Anthony’s rescue plan breaks down; Johanna takes his gun and kills the asylum director (“City on Fire”). They come to the barbershop with her disguised as a sailor; Anthony leaves to seek a coach while she hides in Sweeney’s trunk. The Beggar Woman warns Sweeney about Mrs. Lovett’s duplicity; he rewards her slitting her throat.

Having convinced Turpin that Johanna longs to return, Sweeney offers him a shave. Revealing himself to be Benjamin Barker, he slits the judge’s throat (“The Judge’s Return”).

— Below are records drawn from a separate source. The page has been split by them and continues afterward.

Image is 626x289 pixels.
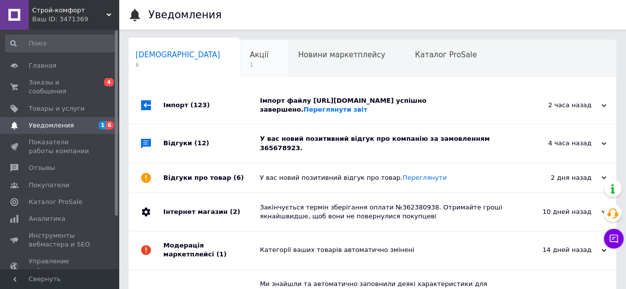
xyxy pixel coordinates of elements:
[260,203,507,221] div: Закінчується термін зберігання оплати №362380938. Отримайте гроші якнайшвидше, щоб вони не поверн...
[260,135,507,152] div: У вас новий позитивний відгук про компанію за замовленням 365678923.
[507,101,606,110] div: 2 часа назад
[32,6,106,15] span: Строй-комфорт
[29,231,91,249] span: Инструменты вебмастера и SEO
[260,174,507,182] div: У вас новий позитивний відгук про товар.
[190,101,210,109] span: (123)
[98,121,106,130] span: 1
[216,251,226,258] span: (1)
[507,174,606,182] div: 2 дня назад
[233,174,244,181] span: (6)
[136,50,220,59] span: [DEMOGRAPHIC_DATA]
[29,78,91,96] span: Заказы и сообщения
[507,246,606,255] div: 14 дней назад
[29,257,91,275] span: Управление сайтом
[603,229,623,249] button: Чат с покупателем
[507,208,606,217] div: 10 дней назад
[29,104,85,113] span: Товары и услуги
[250,50,269,59] span: Акції
[148,9,222,21] h1: Уведомления
[106,121,114,130] span: 6
[29,138,91,156] span: Показатели работы компании
[260,96,507,114] div: Імпорт файлу [URL][DOMAIN_NAME] успішно завершено.
[29,121,74,130] span: Уведомления
[229,208,240,216] span: (2)
[32,15,119,24] div: Ваш ID: 3471369
[163,125,260,162] div: Відгуки
[163,231,260,269] div: Модерація маркетплейсі
[29,198,82,207] span: Каталог ProSale
[414,50,476,59] span: Каталог ProSale
[163,193,260,231] div: Інтернет магазин
[250,61,269,69] span: 1
[298,50,385,59] span: Новини маркетплейсу
[163,87,260,124] div: Імпорт
[29,164,55,173] span: Отзывы
[29,181,69,190] span: Покупатели
[402,174,446,181] a: Переглянути
[29,61,56,70] span: Главная
[5,35,117,52] input: Поиск
[303,106,367,113] a: Переглянути звіт
[507,139,606,148] div: 4 часа назад
[260,246,507,255] div: Категорії ваших товарів автоматично змінені
[194,139,209,147] span: (12)
[136,61,220,69] span: 6
[29,215,65,224] span: Аналитика
[163,163,260,193] div: Відгуки про товар
[104,78,114,87] span: 4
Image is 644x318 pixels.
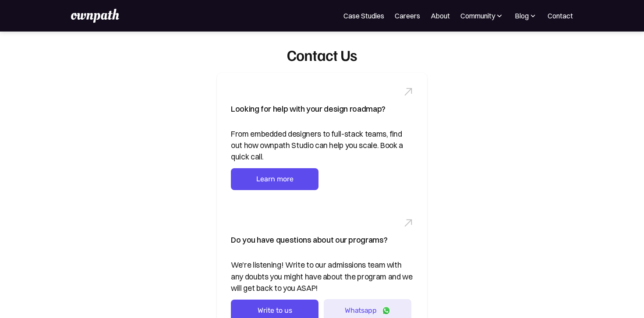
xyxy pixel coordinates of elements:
[287,45,357,64] div: Contact Us
[382,306,390,315] img: Whatsapp logo
[547,11,573,21] a: Contact
[514,11,537,21] div: Blog
[343,11,384,21] a: Case Studies
[231,168,319,190] a: Learn more
[395,11,420,21] a: Careers
[231,259,413,294] div: We're listening! Write to our admissions team with any doubts you might have about the program an...
[460,11,495,21] div: Community
[231,233,387,247] div: Do you have questions about our programs?
[515,11,529,21] div: Blog
[231,128,413,163] div: From embedded designers to full-stack teams, find out how ownpath Studio can help you scale. Book...
[431,11,450,21] a: About
[460,11,503,21] div: Community
[231,102,385,116] div: Looking for help with your design roadmap?
[345,306,376,315] div: Whatsapp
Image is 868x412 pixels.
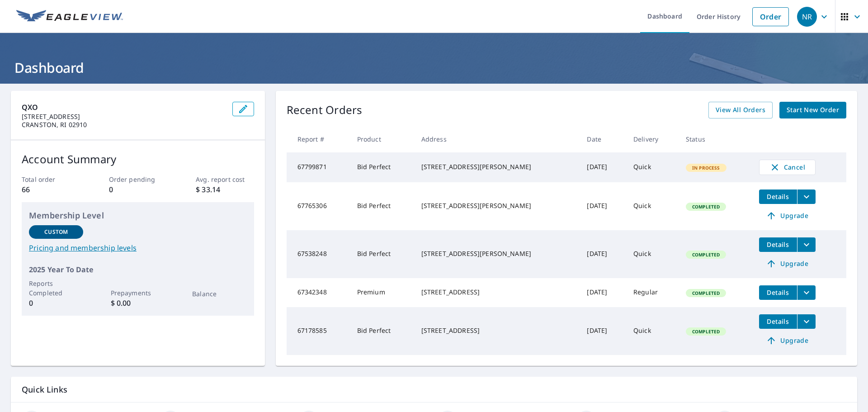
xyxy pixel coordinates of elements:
th: Date [580,126,626,152]
td: Bid Perfect [350,182,414,230]
a: Pricing and membership levels [29,242,247,253]
p: Reports Completed [29,278,83,297]
span: Cancel [769,162,806,173]
p: 0 [109,184,167,195]
p: Account Summary [21,151,254,167]
td: Premium [350,278,414,307]
p: CRANSTON, RI 02910 [21,121,225,129]
span: Completed [686,251,725,258]
td: [DATE] [580,152,626,182]
td: [DATE] [580,230,626,278]
td: Bid Perfect [350,152,414,182]
a: Start New Order [779,101,846,118]
button: detailsBtn-67765306 [759,190,797,204]
td: Bid Perfect [350,230,414,278]
h1: Dashboard [11,58,857,77]
p: Total order [21,174,79,184]
td: 67178585 [286,307,350,355]
td: Quick [626,230,678,278]
p: [STREET_ADDRESS] [21,113,225,121]
span: Details [765,240,791,248]
td: 67538248 [286,230,350,278]
button: filesDropdownBtn-67538248 [797,237,815,252]
span: Details [765,288,791,296]
button: detailsBtn-67538248 [759,237,797,252]
span: Completed [686,204,725,210]
img: EV Logo [16,10,123,23]
span: View All Orders [716,104,765,116]
a: Order [752,7,789,26]
span: Completed [686,329,725,335]
p: Quick Links [21,384,846,395]
span: Upgrade [765,210,810,221]
a: Upgrade [759,256,815,271]
td: 67799871 [286,152,350,182]
p: $ 33.14 [196,184,254,195]
td: [DATE] [580,278,626,307]
p: 2025 Year To Date [29,264,247,275]
span: Details [765,192,791,201]
p: Custom [44,228,68,236]
a: View All Orders [708,101,773,118]
td: 67765306 [286,182,350,230]
div: [STREET_ADDRESS] [421,326,573,335]
div: [STREET_ADDRESS][PERSON_NAME] [421,162,573,172]
td: [DATE] [580,307,626,355]
div: [STREET_ADDRESS][PERSON_NAME] [421,201,573,210]
td: Regular [626,278,678,307]
p: 0 [29,297,83,308]
span: Completed [686,290,725,296]
button: filesDropdownBtn-67178585 [797,315,815,329]
p: Balance [192,289,246,298]
button: filesDropdownBtn-67342348 [797,285,815,300]
p: Membership Level [29,209,247,222]
th: Report # [286,126,350,152]
td: [DATE] [580,182,626,230]
p: $ 0.00 [111,297,165,308]
td: 67342348 [286,278,350,307]
td: Quick [626,307,678,355]
p: Recent Orders [286,101,363,118]
div: [STREET_ADDRESS][PERSON_NAME] [421,249,573,258]
button: detailsBtn-67342348 [759,285,797,300]
th: Product [350,126,414,152]
button: filesDropdownBtn-67765306 [797,190,815,204]
button: detailsBtn-67178585 [759,315,797,329]
p: Prepayments [111,288,165,297]
a: Upgrade [759,333,815,348]
span: In Process [686,164,726,171]
th: Status [678,126,752,152]
td: Bid Perfect [350,307,414,355]
span: Start New Order [787,104,839,116]
th: Address [414,126,580,152]
span: Upgrade [765,335,810,346]
button: Cancel [759,160,815,175]
td: Quick [626,182,678,230]
p: Order pending [109,174,167,184]
div: NR [797,7,817,27]
span: Upgrade [765,258,810,269]
p: Avg. report cost [196,174,254,184]
th: Delivery [626,126,678,152]
div: [STREET_ADDRESS] [421,288,573,296]
p: QXO [21,101,225,113]
p: 66 [21,184,79,195]
span: Details [765,317,791,325]
a: Upgrade [759,208,815,223]
td: Quick [626,152,678,182]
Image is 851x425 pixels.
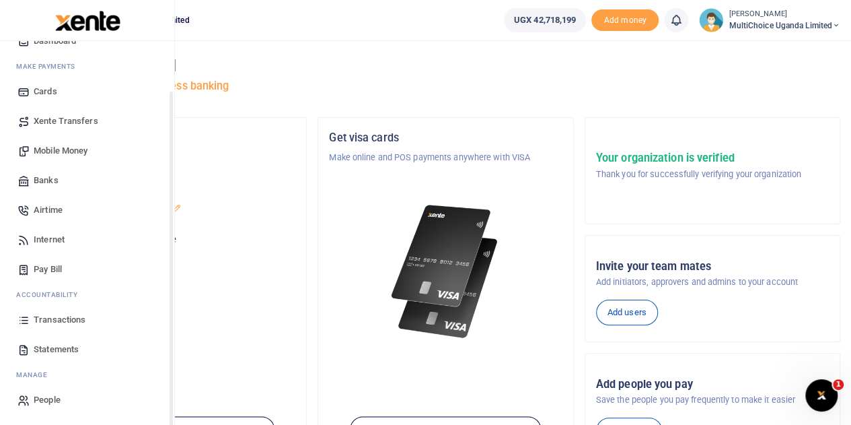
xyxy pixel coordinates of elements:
a: Banks [11,166,163,195]
span: Pay Bill [34,262,62,276]
iframe: Intercom live chat [805,379,838,411]
h5: UGX 42,718,199 [63,250,295,263]
span: MultiChoice Uganda Limited [729,20,840,32]
li: Toup your wallet [591,9,659,32]
h5: Your organization is verified [596,151,801,165]
a: Xente Transfers [11,106,163,136]
span: Transactions [34,313,85,326]
li: Ac [11,284,163,305]
span: 1 [833,379,844,390]
span: Dashboard [34,34,76,48]
h4: Hello [PERSON_NAME] [51,58,840,73]
a: profile-user [PERSON_NAME] MultiChoice Uganda Limited [699,8,840,32]
img: logo-large [55,11,120,31]
a: Transactions [11,305,163,334]
a: Statements [11,334,163,364]
h5: Account [63,183,295,196]
img: profile-user [699,8,723,32]
span: Internet [34,233,65,246]
span: People [34,393,61,406]
small: [PERSON_NAME] [729,9,840,20]
h5: Get visa cards [329,131,562,145]
li: Wallet ballance [499,8,591,32]
h5: Add people you pay [596,377,829,391]
a: UGX 42,718,199 [504,8,586,32]
span: Banks [34,174,59,187]
a: Mobile Money [11,136,163,166]
p: Thank you for successfully verifying your organization [596,168,801,181]
h5: Invite your team mates [596,260,829,273]
span: countability [26,289,77,299]
span: Mobile Money [34,144,87,157]
a: Add users [596,299,658,325]
p: MultiChoice Uganda Limited [63,151,295,164]
span: Cards [34,85,57,98]
span: Xente Transfers [34,114,98,128]
span: Statements [34,342,79,356]
p: MultiChoice Uganda Limited [63,203,295,217]
p: Your current account balance [63,233,295,246]
span: Add money [591,9,659,32]
p: Add initiators, approvers and admins to your account [596,275,829,289]
span: UGX 42,718,199 [514,13,576,27]
a: logo-small logo-large logo-large [54,15,120,25]
p: Save the people you pay frequently to make it easier [596,393,829,406]
a: Airtime [11,195,163,225]
a: Add money [591,14,659,24]
h5: Organization [63,131,295,145]
a: Internet [11,225,163,254]
a: People [11,385,163,414]
a: Pay Bill [11,254,163,284]
a: Cards [11,77,163,106]
span: Airtime [34,203,63,217]
span: ake Payments [23,61,75,71]
span: anage [23,369,48,379]
p: Make online and POS payments anywhere with VISA [329,151,562,164]
li: M [11,364,163,385]
li: M [11,56,163,77]
a: Dashboard [11,26,163,56]
img: xente-_physical_cards.png [388,196,504,347]
h5: Welcome to better business banking [51,79,840,93]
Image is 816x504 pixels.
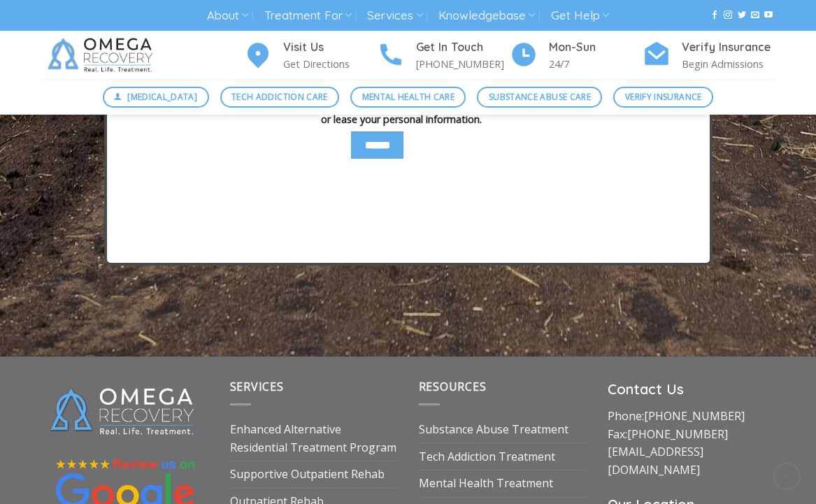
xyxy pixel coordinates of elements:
[608,408,775,478] p: Phone: Fax:
[362,90,455,104] span: Mental Health Care
[419,416,569,443] a: Substance Abuse Treatment
[350,87,466,108] a: Mental Health Care
[172,74,630,125] span: By checking this box, I consent to Omega Recovery contacting me by SMS to respond to my above inq...
[419,379,487,394] span: Resources
[283,56,377,72] p: Get Directions
[627,426,728,441] a: [PHONE_NUMBER]
[127,90,197,104] span: [MEDICAL_DATA]
[477,87,602,108] a: Substance Abuse Care
[625,90,702,104] span: Verify Insurance
[42,31,163,80] img: Omega Recovery
[207,3,248,28] a: About
[244,39,377,73] a: Visit Us Get Directions
[416,39,509,57] h4: Get In Touch
[751,10,759,20] a: Send us an email
[549,39,642,57] h4: Mon-Sun
[416,56,509,72] p: [PHONE_NUMBER]
[724,10,732,20] a: Follow on Instagram
[264,3,352,28] a: Treatment For
[419,470,553,497] a: Mental Health Treatment
[682,39,775,57] h4: Verify Insurance
[608,380,684,398] strong: Contact Us
[738,10,746,20] a: Follow on Twitter
[489,90,591,104] span: Substance Abuse Care
[551,3,609,28] a: Get Help
[367,3,423,28] a: Services
[710,10,719,20] a: Follow on Facebook
[377,39,509,73] a: Get In Touch [PHONE_NUMBER]
[230,461,385,488] a: Supportive Outpatient Rehab
[231,90,328,104] span: Tech Addiction Care
[439,3,535,28] a: Knowledgebase
[230,416,398,460] a: Enhanced Alternative Residential Treatment Program
[764,10,773,20] a: Follow on YouTube
[774,462,801,490] a: Go to top
[613,87,713,108] a: Verify Insurance
[220,87,340,108] a: Tech Addiction Care
[419,443,555,470] a: Tech Addiction Treatment
[283,39,377,57] h4: Visit Us
[642,39,775,73] a: Verify Insurance Begin Admissions
[103,87,209,108] a: [MEDICAL_DATA]
[644,408,744,424] a: [PHONE_NUMBER]
[230,379,284,394] span: Services
[549,56,642,72] p: 24/7
[682,56,775,72] p: Begin Admissions
[608,443,704,477] a: [EMAIL_ADDRESS][DOMAIN_NAME]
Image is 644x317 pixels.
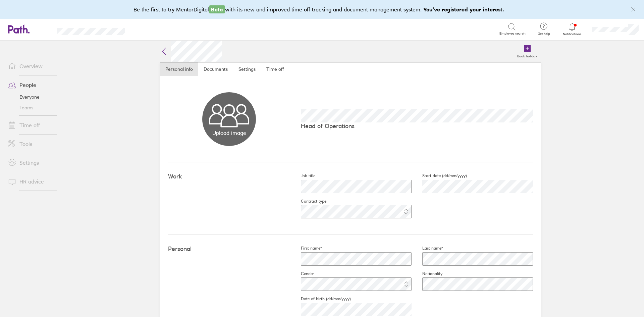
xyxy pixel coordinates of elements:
a: Teams [2,102,56,113]
span: Beta [209,5,225,13]
a: HR advice [2,175,56,188]
b: You've registered your interest. [423,6,504,13]
label: Nationality [411,271,442,276]
a: Notifications [561,22,583,36]
h4: Work [168,173,290,180]
label: Start date (dd/mm/yyyy) [411,173,467,178]
a: Settings [233,62,261,76]
span: Notifications [561,32,583,36]
a: Tools [2,137,56,151]
p: Head of Operations [301,122,533,130]
a: Personal info [160,62,198,76]
label: First name* [290,246,322,251]
label: Date of birth (dd/mm/yyyy) [290,296,351,301]
a: Overview [2,59,56,73]
a: Settings [2,156,56,169]
h4: Personal [168,246,290,253]
label: Job title [290,173,315,178]
div: Be the first to try MentorDigital with its new and improved time off tracking and document manage... [133,5,511,13]
label: Book holiday [513,52,541,58]
a: Time off [261,62,289,76]
a: Book holiday [513,41,541,62]
a: People [2,78,56,92]
label: Last name* [411,246,443,251]
a: Documents [198,62,233,76]
span: Get help [533,32,555,36]
label: Gender [290,271,314,276]
a: Time off [2,118,56,132]
span: Employee search [499,32,525,35]
a: Everyone [2,92,56,102]
label: Contract type [290,199,327,204]
div: Search [143,26,160,32]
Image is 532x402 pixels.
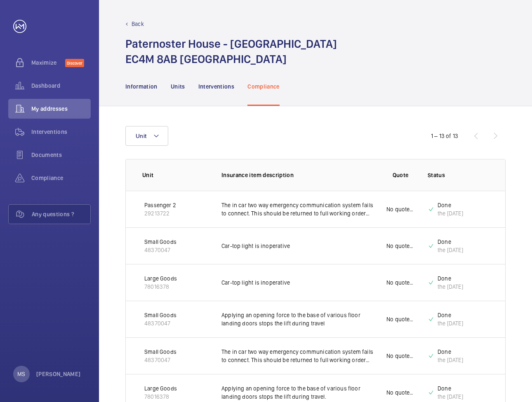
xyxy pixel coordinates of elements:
[142,171,208,179] p: Unit
[32,174,91,182] span: Compliance
[36,370,81,378] p: [PERSON_NAME]
[144,209,176,218] p: 29213722
[144,385,177,393] p: Large Goods
[222,385,374,401] p: Applying an opening force to the base of various floor landing doors stops the lift during travel.
[438,393,464,401] div: the [DATE]
[126,36,337,67] h1: Paternoster House - [GEOGRAPHIC_DATA] EC4M 8AB [GEOGRAPHIC_DATA]
[144,311,176,319] p: Small Goods
[65,59,84,67] span: Discover
[438,385,464,393] p: Done
[438,319,464,328] div: the [DATE]
[222,311,374,328] p: Applying an opening force to the base of various floor landing doors stops the lift during travel
[438,356,464,364] div: the [DATE]
[144,283,177,291] p: 78016378
[438,246,464,254] div: the [DATE]
[222,201,374,218] p: The in car two way emergency communication system fails to connect. This should be returned to fu...
[386,242,414,250] p: No quote needed
[32,58,65,67] span: Maximize
[144,356,176,364] p: 48370047
[428,171,489,179] p: Status
[32,81,91,90] span: Dashboard
[144,238,176,246] p: Small Goods
[126,126,168,146] button: Unit
[144,319,176,328] p: 48370047
[136,133,146,139] span: Unit
[126,82,158,91] p: Information
[132,20,144,28] p: Back
[392,171,409,179] p: Quote
[438,348,464,356] p: Done
[386,315,414,324] p: No quote needed
[32,128,91,136] span: Interventions
[438,238,464,246] p: Done
[386,279,414,287] p: No quote needed
[144,348,176,356] p: Small Goods
[438,283,464,291] div: the [DATE]
[222,242,374,250] p: Car-top light is inoperative
[438,201,464,209] p: Done
[18,370,25,378] p: MS
[144,246,176,254] p: 48370047
[171,82,185,91] p: Units
[386,389,414,397] p: No quote needed
[32,151,91,159] span: Documents
[438,209,464,218] div: the [DATE]
[386,205,414,213] p: No quote needed
[431,132,458,140] div: 1 – 13 of 13
[144,393,177,401] p: 78016378
[438,311,464,319] p: Done
[144,275,177,283] p: Large Goods
[222,171,374,179] p: Insurance item description
[438,275,464,283] p: Done
[198,82,234,91] p: Interventions
[248,82,280,91] p: Compliance
[222,348,374,364] p: The in car two way emergency communication system fails to connect. This should be returned to fu...
[144,201,176,209] p: Passenger 2
[222,279,374,287] p: Car-top light is inoperative
[32,105,91,113] span: My addresses
[32,210,90,218] span: Any questions ?
[386,352,414,360] p: No quote needed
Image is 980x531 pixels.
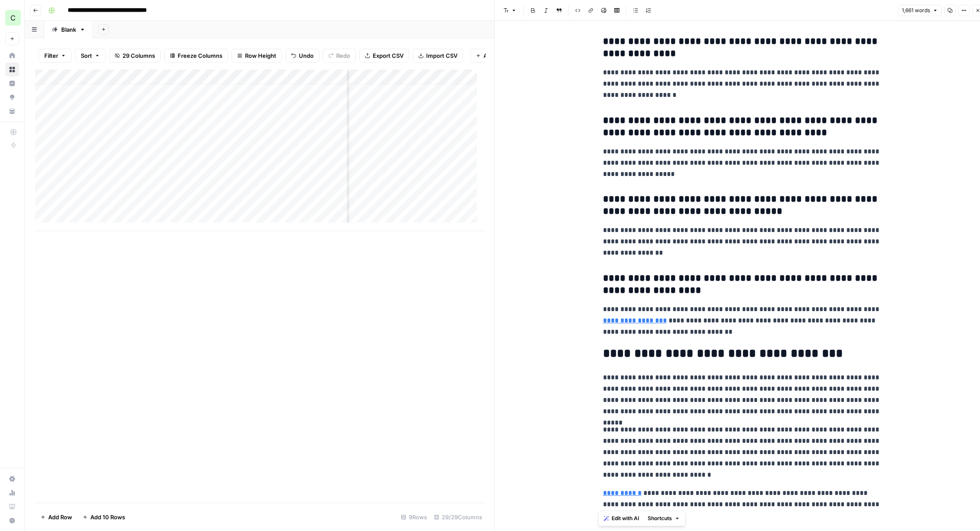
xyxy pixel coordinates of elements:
[323,49,356,62] button: Redo
[612,514,639,522] span: Edit with AI
[90,513,125,521] span: Add 10 Rows
[483,52,517,59] span: Add Column
[10,12,16,23] span: C
[45,21,93,38] a: Blank
[178,52,222,59] span: Freeze Columns
[109,49,161,62] button: 29 Columns
[898,4,942,16] button: 1,661 words
[298,52,313,59] span: Undo
[61,25,76,34] div: Blank
[80,52,92,59] span: Sort
[5,514,19,528] button: Help + Support
[285,49,319,62] button: Undo
[75,49,106,62] button: Sort
[48,513,72,521] span: Add Row
[600,513,642,524] button: Edit with AI
[644,513,683,524] button: Shortcuts
[5,49,19,62] a: Home
[430,510,486,524] div: 29/29 Columns
[359,49,410,62] button: Export CSV
[164,49,228,62] button: Freeze Columns
[648,514,672,522] span: Shortcuts
[5,472,19,486] a: Settings
[45,52,59,59] span: Filter
[5,500,19,514] a: Learning Hub
[5,486,19,500] a: Usage
[232,49,282,62] button: Row Height
[77,510,130,524] button: Add 10 Rows
[245,52,276,59] span: Row Height
[426,52,458,59] span: Import CSV
[373,52,403,59] span: Export CSV
[5,76,19,90] a: Insights
[413,49,463,62] button: Import CSV
[5,90,19,104] a: Opportunities
[5,104,19,118] a: Your Data
[5,7,19,29] button: Workspace: Chris's Workspace
[5,62,19,76] a: Browse
[901,6,930,14] span: 1,661 words
[38,49,72,62] button: Filter
[122,52,155,59] span: 29 Columns
[35,510,77,524] button: Add Row
[397,510,430,524] div: 9 Rows
[470,49,522,62] button: Add Column
[336,52,350,59] span: Redo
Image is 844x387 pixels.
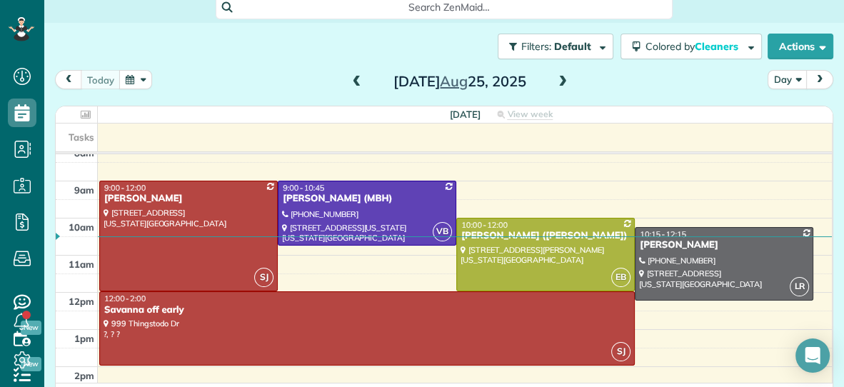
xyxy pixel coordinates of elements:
span: Filters: [521,40,551,53]
button: Filters: Default [498,34,613,59]
span: 11am [69,259,94,270]
button: Day [768,70,808,89]
button: Colored byCleaners [621,34,762,59]
span: VB [433,222,452,241]
span: Default [554,40,592,53]
span: EB [611,268,631,287]
span: 9:00 - 10:45 [283,183,324,193]
span: Aug [440,72,468,90]
span: 1pm [74,333,94,344]
span: LR [790,277,809,296]
button: prev [55,70,82,89]
span: 12:00 - 2:00 [104,293,146,303]
span: Colored by [646,40,743,53]
button: next [806,70,833,89]
span: 2pm [74,370,94,381]
div: [PERSON_NAME] [104,193,274,205]
div: [PERSON_NAME] (MBH) [282,193,452,205]
div: [PERSON_NAME] [639,239,809,251]
button: Actions [768,34,833,59]
span: 12pm [69,296,94,307]
button: today [81,70,121,89]
h2: [DATE] 25, 2025 [371,74,549,89]
a: Filters: Default [491,34,613,59]
span: 10:00 - 12:00 [461,220,508,230]
span: 10am [69,221,94,233]
span: [DATE] [450,109,481,120]
div: [PERSON_NAME] ([PERSON_NAME]) [461,230,631,242]
div: Savanna off early [104,304,631,316]
span: 9am [74,184,94,196]
span: Cleaners [695,40,741,53]
div: Open Intercom Messenger [796,338,830,373]
span: 9:00 - 12:00 [104,183,146,193]
span: SJ [254,268,274,287]
span: 10:15 - 12:15 [640,229,686,239]
span: Tasks [69,131,94,143]
span: View week [507,109,553,120]
span: SJ [611,342,631,361]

Johanna emerges from the trunk and narrowly escapes Sweeney’s wrath. He descends to the bake house where Mrs. Lovett is trying to extinguish the almost-dead judge. Sweeney realizes that the Beggar Woman is Lucy, his wife, and that Mrs. Lovett has deceived him. He feigns forgiveness, embracing her, then forces her into the oven. He cradles Lucy’s body. Toby, his hair gone white from shock, fear, and mayhem, comes from behind Sweeney with the razor and cuts the barber’s own throat. Constables, Anthony, and Johanna arrive and witness the carnage.

Epilogue

The citizens of London sing that revenge begets revenge. Sweeney rises from the grave, glares at the audience malevolently then slams the oven door (accompanied by a reprise of “The Ballad of Sweeney Todd”).

 

Rick Pender previously edited The Sondheim Review and Everything Sondheim. During 2018 and 2019 he assembled The Stephen Sondheim Encyclopedia for the publisher Rowman & Littlefield. This comprehensive, one-volume resource will be published in 2020.